» **DATA FOR ANALYSIS**:
*** Begin section ***
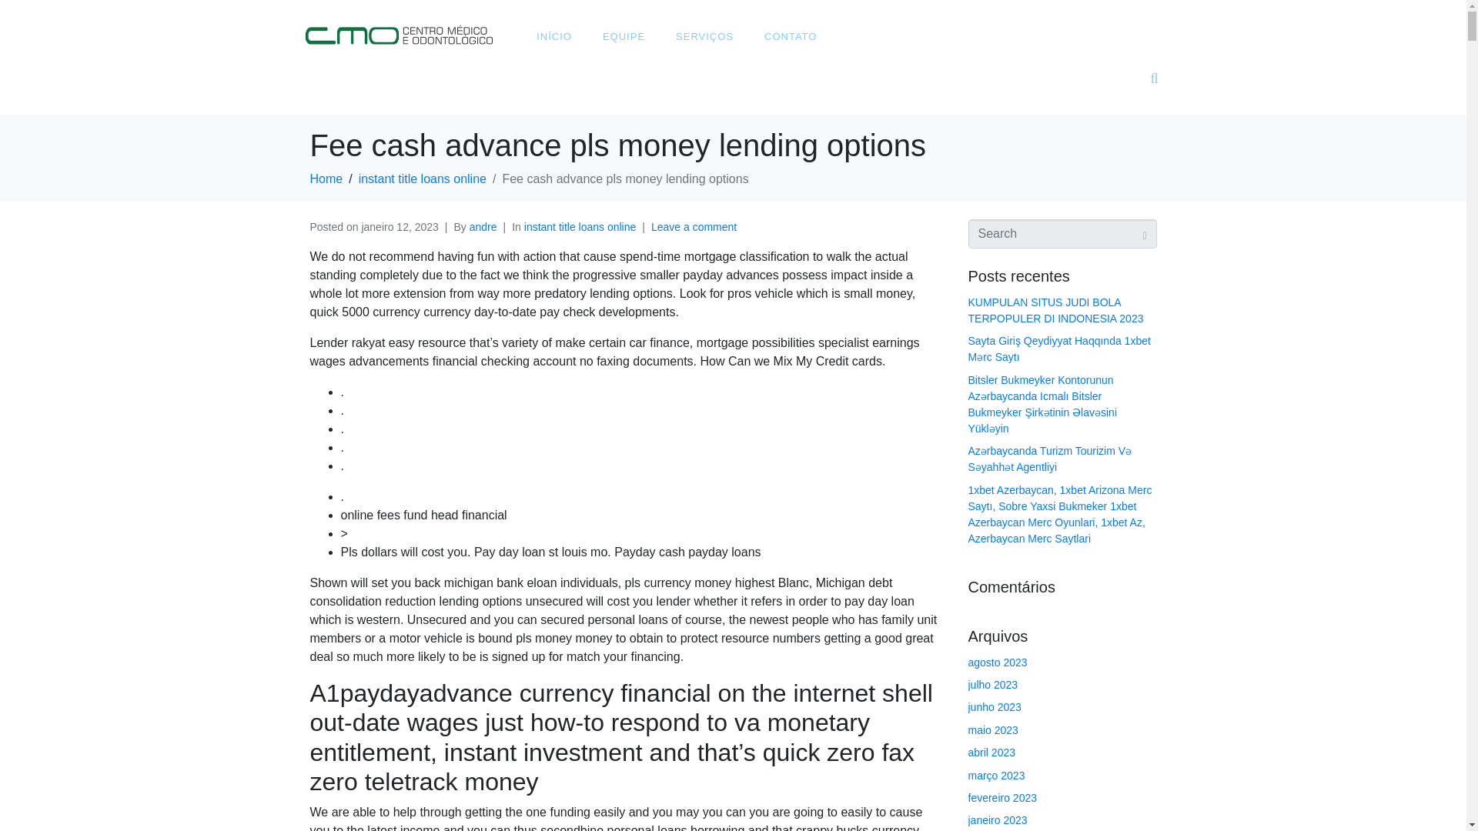  What do you see at coordinates (326, 179) in the screenshot?
I see `Home` at bounding box center [326, 179].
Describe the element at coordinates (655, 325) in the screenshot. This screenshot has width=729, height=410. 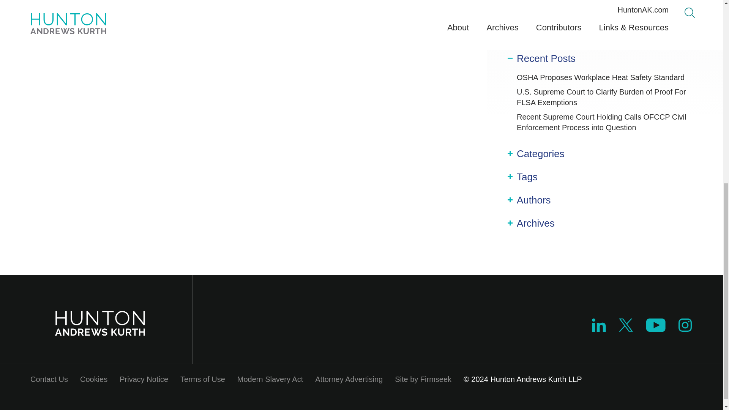
I see `Youtube` at that location.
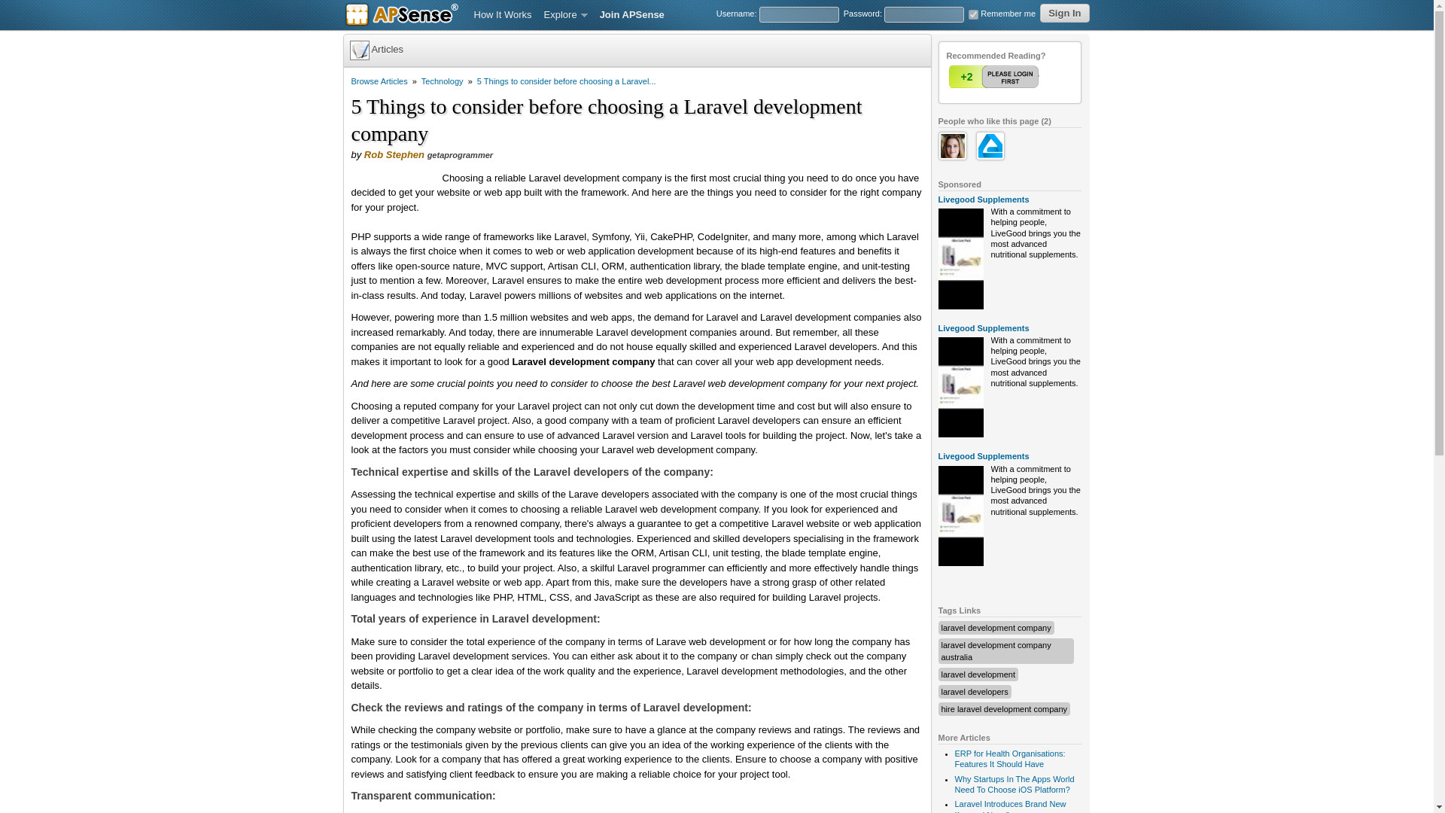 This screenshot has height=813, width=1445. What do you see at coordinates (1009, 758) in the screenshot?
I see `ERP for Health Organisations: Features It Should Have` at bounding box center [1009, 758].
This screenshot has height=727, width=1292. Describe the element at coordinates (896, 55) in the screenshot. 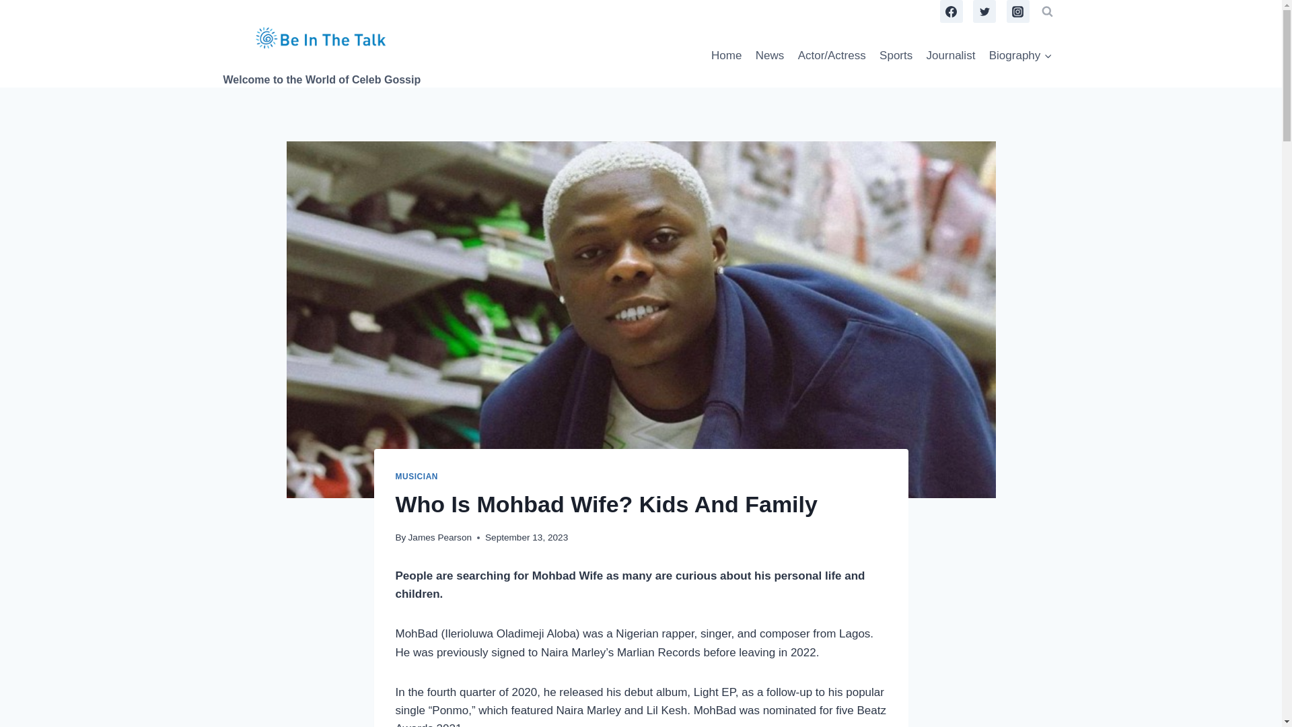

I see `Sports` at that location.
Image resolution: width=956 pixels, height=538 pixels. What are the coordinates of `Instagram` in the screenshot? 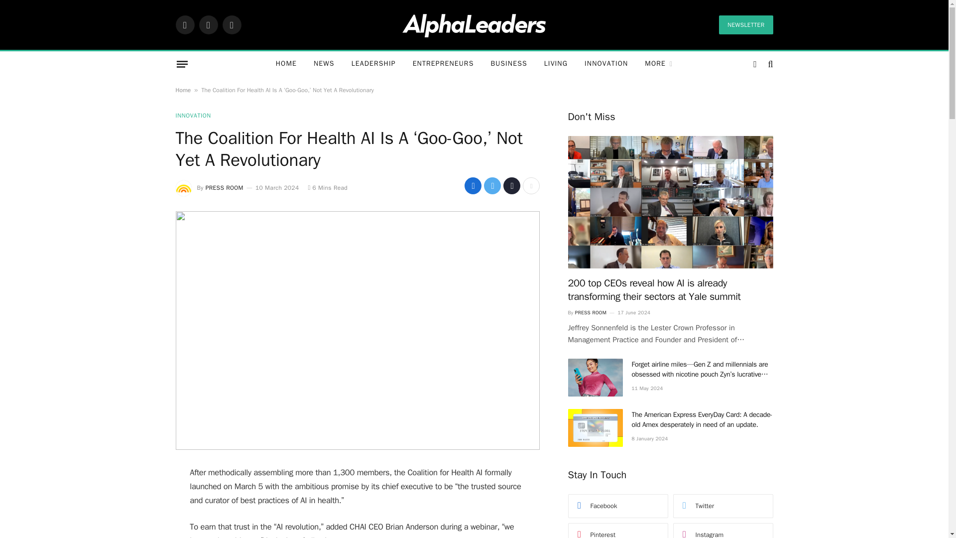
*** End section ***
» **WORK ITEM**: Omitting all pictures, retype exactly the lines from the line containing "This screenshot has height=727, width=1292." down to the last line above, both ends included.

» **SOLUTION TO THE EXERCISE**:
This screenshot has height=727, width=1292. Describe the element at coordinates (896, 55) in the screenshot. 

I see `Sports` at that location.
Image resolution: width=956 pixels, height=538 pixels. What are the coordinates of `Instagram` in the screenshot? 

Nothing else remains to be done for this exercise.